With 45 million people worldwide suffering with vitiligo, doctors are conducting studies on a national level in search of a cure.
Doctors believe they are on the brink of the first ever medical license for a treatment specifically designed to cure vitiligo.
Vitiligo is a frustratingly, incurable condition in which white patches of skin appear over different areas of the body. This reaction is resultant of destroyed pigment producing melanocytes cells. Vitiligo can also adversely affect the mucous membranes (such as the tissue inside the mouth and nose) and the eyes.
With 1 in 100 British adults affected, Emma Rush of West London knows all too well the exasperating way of life vitiligo can lead to. Emma, who developed vitiligo, watched the color entirely vanish from her hands, as her eyes and mouth were surrounded by three inexplicable white bands of bleached skin.
The color progressively drained from her face, hands and arms — and it never came back.
‘It gradually got worse and worse,’ stated Emma, a successful lawyer and legal mentor accompanied by her husband and two daughters.
Emma attributes her path with vitiligo to her father, who has vitiligo on his arms and legs. She also believes it was the additional distress of her daughter being born with brain abnormalities.
Vitiligo society worker, Jennifer Viles states, “the effect of the condition can be very upsetting and people are treated differently; for some people it is considered legitimate grounds for divorce.”

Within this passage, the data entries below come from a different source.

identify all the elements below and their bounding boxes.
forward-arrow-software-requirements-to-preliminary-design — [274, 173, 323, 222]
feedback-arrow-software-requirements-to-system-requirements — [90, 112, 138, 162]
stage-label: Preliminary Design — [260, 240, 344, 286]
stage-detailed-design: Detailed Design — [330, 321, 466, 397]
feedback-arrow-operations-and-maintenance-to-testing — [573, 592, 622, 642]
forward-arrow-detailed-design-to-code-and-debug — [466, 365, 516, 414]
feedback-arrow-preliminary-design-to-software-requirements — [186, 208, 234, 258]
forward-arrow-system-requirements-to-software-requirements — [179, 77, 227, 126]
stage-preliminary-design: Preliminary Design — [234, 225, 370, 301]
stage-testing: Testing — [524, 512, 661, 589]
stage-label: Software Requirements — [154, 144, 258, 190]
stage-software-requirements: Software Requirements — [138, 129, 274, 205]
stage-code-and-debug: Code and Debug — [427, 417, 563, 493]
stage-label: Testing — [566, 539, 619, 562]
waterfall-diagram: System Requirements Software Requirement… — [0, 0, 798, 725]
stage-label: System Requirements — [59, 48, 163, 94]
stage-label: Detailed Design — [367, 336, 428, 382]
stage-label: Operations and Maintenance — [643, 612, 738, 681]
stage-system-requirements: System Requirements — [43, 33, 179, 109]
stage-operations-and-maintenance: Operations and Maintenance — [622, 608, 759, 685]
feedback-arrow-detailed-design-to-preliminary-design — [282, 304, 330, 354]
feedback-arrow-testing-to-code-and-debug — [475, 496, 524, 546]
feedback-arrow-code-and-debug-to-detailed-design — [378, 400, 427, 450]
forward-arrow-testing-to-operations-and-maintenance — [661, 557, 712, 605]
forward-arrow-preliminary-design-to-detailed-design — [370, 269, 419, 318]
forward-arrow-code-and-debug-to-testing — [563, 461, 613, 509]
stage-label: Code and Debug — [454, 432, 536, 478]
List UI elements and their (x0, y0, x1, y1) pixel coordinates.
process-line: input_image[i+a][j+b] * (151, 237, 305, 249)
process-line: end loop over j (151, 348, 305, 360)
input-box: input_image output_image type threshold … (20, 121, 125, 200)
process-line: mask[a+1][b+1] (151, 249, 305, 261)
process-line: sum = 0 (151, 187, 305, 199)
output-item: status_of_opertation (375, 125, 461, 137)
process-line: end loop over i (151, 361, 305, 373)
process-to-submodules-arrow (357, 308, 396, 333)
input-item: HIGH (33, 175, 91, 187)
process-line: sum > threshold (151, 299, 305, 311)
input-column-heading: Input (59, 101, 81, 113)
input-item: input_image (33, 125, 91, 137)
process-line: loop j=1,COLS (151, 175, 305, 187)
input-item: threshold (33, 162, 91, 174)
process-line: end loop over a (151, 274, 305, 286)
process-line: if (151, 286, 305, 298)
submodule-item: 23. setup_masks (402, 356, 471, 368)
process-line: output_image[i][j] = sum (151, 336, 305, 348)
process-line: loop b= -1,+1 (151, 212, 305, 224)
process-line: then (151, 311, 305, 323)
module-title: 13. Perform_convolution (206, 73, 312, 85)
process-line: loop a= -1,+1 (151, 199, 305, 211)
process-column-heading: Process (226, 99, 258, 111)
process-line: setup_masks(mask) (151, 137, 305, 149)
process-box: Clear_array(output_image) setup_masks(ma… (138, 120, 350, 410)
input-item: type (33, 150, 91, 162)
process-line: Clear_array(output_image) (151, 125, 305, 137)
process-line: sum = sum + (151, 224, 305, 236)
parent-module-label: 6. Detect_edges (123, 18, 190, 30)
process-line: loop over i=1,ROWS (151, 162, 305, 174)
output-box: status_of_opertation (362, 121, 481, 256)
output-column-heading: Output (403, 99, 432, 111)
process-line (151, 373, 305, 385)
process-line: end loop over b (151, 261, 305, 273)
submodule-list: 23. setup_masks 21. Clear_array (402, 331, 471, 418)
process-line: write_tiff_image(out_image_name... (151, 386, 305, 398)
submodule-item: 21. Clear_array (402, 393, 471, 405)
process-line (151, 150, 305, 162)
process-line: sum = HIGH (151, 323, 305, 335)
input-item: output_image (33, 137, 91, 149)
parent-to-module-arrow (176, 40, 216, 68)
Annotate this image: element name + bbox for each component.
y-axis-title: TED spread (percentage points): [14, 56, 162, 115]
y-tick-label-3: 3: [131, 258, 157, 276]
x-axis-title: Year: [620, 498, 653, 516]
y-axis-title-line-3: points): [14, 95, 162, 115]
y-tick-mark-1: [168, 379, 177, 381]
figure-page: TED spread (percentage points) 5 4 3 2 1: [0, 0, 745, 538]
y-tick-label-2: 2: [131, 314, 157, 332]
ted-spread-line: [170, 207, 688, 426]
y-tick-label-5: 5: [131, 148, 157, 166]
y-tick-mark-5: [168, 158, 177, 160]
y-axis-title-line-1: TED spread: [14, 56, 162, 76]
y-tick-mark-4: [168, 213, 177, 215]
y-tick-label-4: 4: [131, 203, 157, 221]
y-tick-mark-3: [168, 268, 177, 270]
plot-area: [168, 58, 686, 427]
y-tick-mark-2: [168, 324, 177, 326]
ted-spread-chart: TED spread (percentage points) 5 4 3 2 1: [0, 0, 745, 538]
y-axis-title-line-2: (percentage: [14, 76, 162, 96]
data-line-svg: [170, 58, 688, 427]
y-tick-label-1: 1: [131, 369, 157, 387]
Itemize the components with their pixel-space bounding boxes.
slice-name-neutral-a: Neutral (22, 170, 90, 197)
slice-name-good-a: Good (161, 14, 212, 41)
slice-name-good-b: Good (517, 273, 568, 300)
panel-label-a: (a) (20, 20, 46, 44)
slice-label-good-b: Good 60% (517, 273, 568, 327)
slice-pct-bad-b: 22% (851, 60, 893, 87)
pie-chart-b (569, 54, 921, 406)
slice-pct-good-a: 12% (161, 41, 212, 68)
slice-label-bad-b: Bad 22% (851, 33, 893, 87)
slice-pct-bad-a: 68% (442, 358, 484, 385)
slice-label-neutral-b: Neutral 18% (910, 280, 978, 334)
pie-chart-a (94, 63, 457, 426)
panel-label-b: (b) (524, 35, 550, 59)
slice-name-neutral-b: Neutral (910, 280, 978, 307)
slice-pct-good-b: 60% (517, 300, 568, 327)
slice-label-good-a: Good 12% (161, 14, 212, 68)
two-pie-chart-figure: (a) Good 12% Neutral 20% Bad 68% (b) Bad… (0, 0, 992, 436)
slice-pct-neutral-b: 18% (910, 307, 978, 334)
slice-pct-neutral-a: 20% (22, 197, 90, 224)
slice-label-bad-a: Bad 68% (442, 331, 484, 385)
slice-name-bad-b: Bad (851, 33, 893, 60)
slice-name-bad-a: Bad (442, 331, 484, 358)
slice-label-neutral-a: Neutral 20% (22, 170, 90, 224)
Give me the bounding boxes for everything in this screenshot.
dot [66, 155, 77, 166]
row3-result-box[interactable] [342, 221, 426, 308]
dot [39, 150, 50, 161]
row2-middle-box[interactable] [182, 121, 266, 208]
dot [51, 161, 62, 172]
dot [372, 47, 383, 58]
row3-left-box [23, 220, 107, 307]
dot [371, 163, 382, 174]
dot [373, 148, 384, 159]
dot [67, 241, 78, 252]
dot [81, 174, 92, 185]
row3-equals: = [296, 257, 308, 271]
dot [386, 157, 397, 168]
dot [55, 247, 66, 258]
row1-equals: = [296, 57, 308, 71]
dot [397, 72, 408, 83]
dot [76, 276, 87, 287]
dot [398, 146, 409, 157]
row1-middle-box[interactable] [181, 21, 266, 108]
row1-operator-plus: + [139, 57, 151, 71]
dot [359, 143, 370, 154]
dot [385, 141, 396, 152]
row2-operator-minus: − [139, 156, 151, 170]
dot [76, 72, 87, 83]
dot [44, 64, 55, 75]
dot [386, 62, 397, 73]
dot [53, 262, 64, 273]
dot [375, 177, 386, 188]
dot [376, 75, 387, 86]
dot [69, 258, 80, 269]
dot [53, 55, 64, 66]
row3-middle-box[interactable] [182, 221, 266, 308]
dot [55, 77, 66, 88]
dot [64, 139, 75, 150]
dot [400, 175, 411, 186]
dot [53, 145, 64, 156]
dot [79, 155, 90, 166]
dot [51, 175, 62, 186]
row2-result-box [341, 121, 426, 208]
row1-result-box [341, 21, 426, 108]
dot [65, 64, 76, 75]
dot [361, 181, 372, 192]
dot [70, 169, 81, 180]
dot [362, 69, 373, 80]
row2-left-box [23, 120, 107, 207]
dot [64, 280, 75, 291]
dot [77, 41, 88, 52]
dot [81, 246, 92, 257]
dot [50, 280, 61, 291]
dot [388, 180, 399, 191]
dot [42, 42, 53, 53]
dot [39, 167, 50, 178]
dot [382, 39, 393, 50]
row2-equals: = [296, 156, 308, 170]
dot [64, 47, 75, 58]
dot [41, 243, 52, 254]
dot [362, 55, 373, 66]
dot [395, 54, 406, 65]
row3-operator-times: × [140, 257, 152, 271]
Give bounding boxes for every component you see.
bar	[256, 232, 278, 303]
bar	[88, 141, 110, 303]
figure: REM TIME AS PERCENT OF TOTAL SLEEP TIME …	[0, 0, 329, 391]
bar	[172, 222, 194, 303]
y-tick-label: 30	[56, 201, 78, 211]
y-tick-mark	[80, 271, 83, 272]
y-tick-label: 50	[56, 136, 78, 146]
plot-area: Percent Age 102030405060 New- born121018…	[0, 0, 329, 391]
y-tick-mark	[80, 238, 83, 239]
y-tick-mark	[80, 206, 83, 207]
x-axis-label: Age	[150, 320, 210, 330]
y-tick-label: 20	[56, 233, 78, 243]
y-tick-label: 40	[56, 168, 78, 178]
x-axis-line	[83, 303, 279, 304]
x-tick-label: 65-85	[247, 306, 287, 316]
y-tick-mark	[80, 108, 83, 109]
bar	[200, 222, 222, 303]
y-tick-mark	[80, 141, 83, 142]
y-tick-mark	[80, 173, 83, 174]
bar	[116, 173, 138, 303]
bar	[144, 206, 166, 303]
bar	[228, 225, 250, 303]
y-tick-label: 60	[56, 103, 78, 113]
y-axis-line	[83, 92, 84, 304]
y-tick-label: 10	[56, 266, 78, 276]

Vitiligo is mentioned as an auto-immune condition, in which the body’s immune system mistakenly attacks itself. The disorder affects all races and both sexes equally and is a genetic disorder.
While the causes of vitiligo are widely unknown, it is said to be linked or triggered by stress; skin damage, such as severe sunburn; insect bites or exposure to chemicals.
Current treatment options for vitiligo include: medicines (such as steroid creams), oral medications, ultraviolet therapy, and in some cases, skin grafts from a person's own tissues. Other treatments include sunscreens, permanent make-up, or skin tattooing.
Scientists have gained vast knowledge of vitiligo in recent years, expressly through gene research.
A new drug has been introduced during the latest research concerning 120 sufferers (from the US, France, Germany and Italy). Scenesse is currently under trial development. It is established of a compound called afamelanotide, which simulates the effect of melanocyte stimulating hormones and the process of melanocytes.
The tiny (grain of rice) sizes trial drug is familiarized with the skin three or four times a year. In past trials, Scenesse was used as a treatment for erythropoietic protoporphyria, a rare skin disease in which individuals endure no pigment at all.
Pearl Grimes, Professor of Dermatology at the University of California and lead investigator in the Scenesse trial stated, “we still need to analyze the results from the first group of patients and then test the drug in thousands more to establish it is definitely safe, but the results so far are very exciting.”
Another study published in the latest issue of the Journal of the American Academy of Dermatology, implicated skin cell transplants to treat Vitiligo in the US. This analogous technique was also employed in India and Saudi Arabia.
The study conducted at the Henry Ford Hospital in Detroit removed a postage stamp-sized sample of skin from the upper thighs of 23 patients. Participants ranged in age from 18 to 60 and included multiple races.
On average, the skin recuperated nearly 45 percent of its original color.
Vitiligo affected the lives of the late Michael Jackson and other celebrities including chat show host Graham Norton and Jon Hamm, the famed actor of TV’s Mad Men.